Me First and the Gimme Gimmes
Have a Ball (1997)
Jeff Sorley
Me First and the Gimme Gimmes. Punk rock’s most famous cover band. It is strange to look back on twenty odd years of their material and think that, when they first started out, the act was hilariously novel. Sure, punk bands had done covers before here and there but never was there a group, nay- a super group- whose sole intention was nothing but cover songs.
Although MF&tGG had released a few singles, for many of us the first exposure to the band was the 1996 Fat Wreck comp Survival of the Fattest, which featured their cover of John Denver’s “Country Roads.” After that it was a wait of over a year until the band released their first official LP, Have a Ball.
HaB isn’t as much a studio album as it is a collection, being comprised partly of songs from their existing singles, and partly of songs that would appear on later singles. Its roster of primarily late-60’s through 70’s songs (1983’s “Uptown Girl” being the notable exception) was, and still is, a hoot to listen to.
The reason for this is fairly clear- typically if a punk band covered material of this vintage, it was done tongue-in-cheek, snide, or just noisy. “Let’s see how fast we can make this hippy song” seemed to be a common trait. But then MF&tGG came along and treated the original songs with respect. This was the music that your parents had listened to when they were young, and now here was a punk band that was playing these songs in a way that showed thought in composition. How best to adapt these songs while NOT just turning them into noisy punk.

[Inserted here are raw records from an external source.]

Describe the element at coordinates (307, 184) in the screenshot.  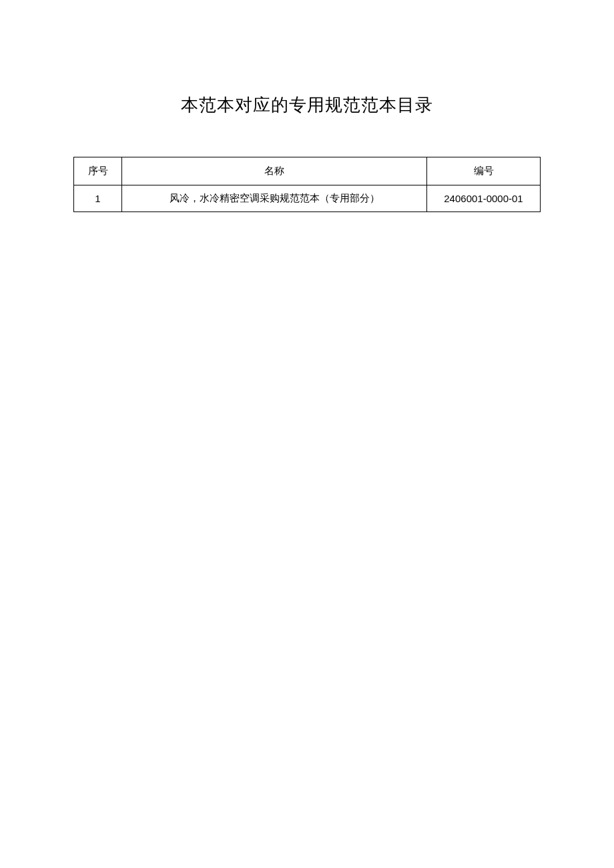
I see `spec-table: 序号 名称 编号 1 风冷，水冷精密空调采购规范范本（专用部分） 2406001…` at that location. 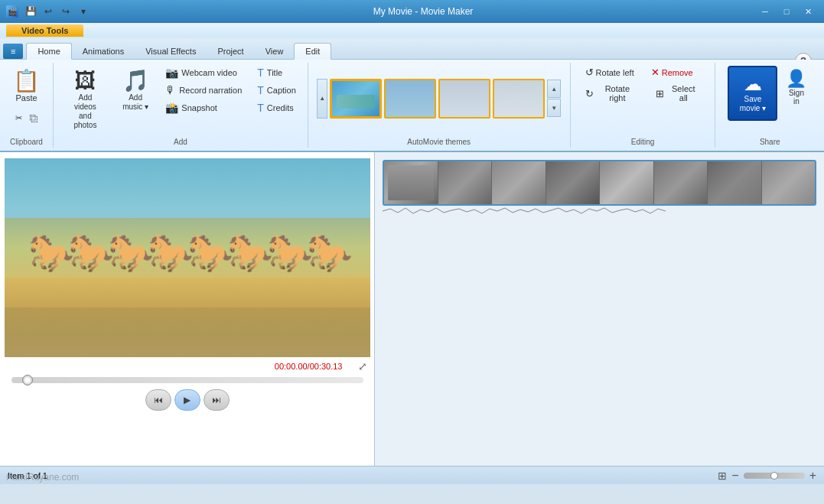 What do you see at coordinates (734, 476) in the screenshot?
I see `zoom-out-button: −` at bounding box center [734, 476].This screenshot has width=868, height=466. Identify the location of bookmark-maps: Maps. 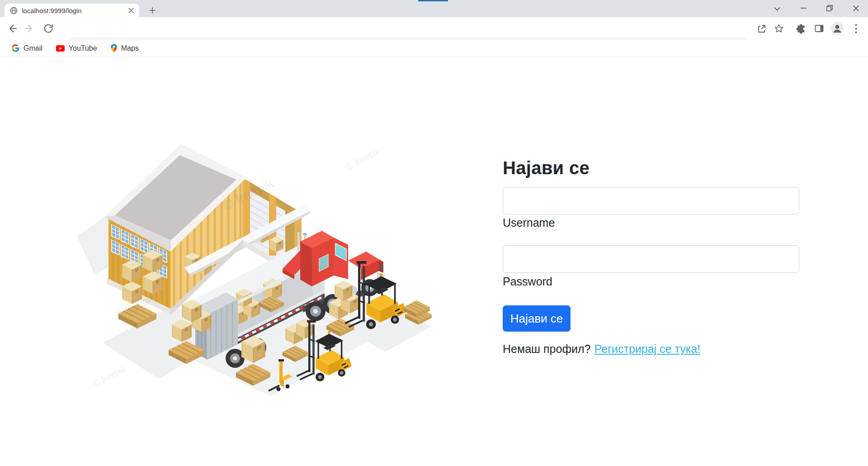
(125, 48).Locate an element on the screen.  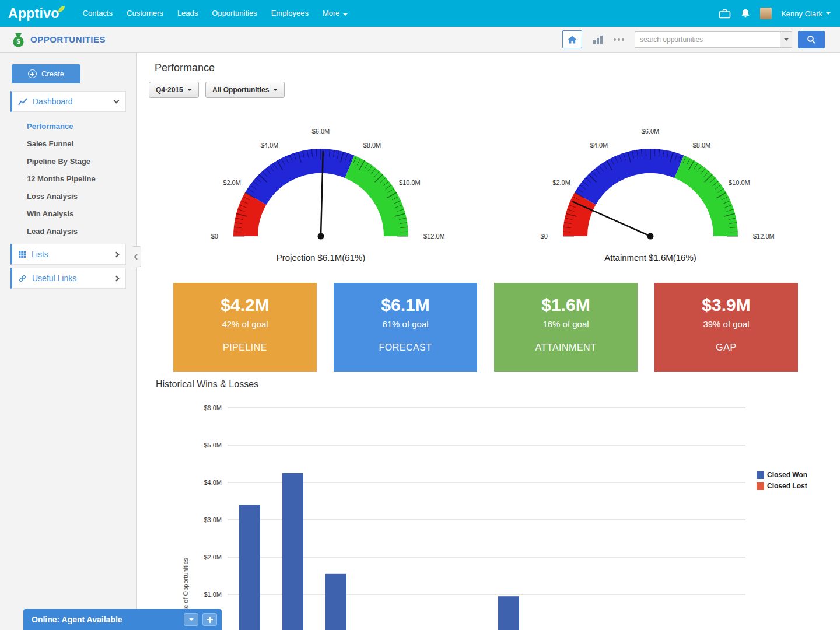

Sure, this had been done before (a great example being Smoking Pope’s cover of “Leather and Lace” on their 7” split with Groovy Love Vibes), but never with this being the single, driving concept behind the band.
In some ways this album opened a door, allowing punk bands to unashamedly explore other genres looking for songs to cover, and to then compose those covers in ways that were aesthetically pleasing to the ear. Don’t get me wrong, covers like Screeching Weasel’s version of “Runaway” are still a blast to listen to. But the melodic style of punk that MF&tGG applied lends itself well to cover material from other genres.
That is the album’s lasting impact on punk in general. Is it the best MF&tGG album? Not at all. Their follow-up albums Are a Drag and Blow in the Wind are the two releases vying for that title. The production values on this are kind of mushy, and Spike Slawson hasn’t really found his voice yet. The guitars are a bit sloppy, but the percussion is in top form.
What it did do is provide a bit of levity at a time when punk music was either too serious, or too snotty (remember, this is year that Blink-182 broke big with Dude Ranch). Plus, you finally had a punk album you could listen to with your mom and dad.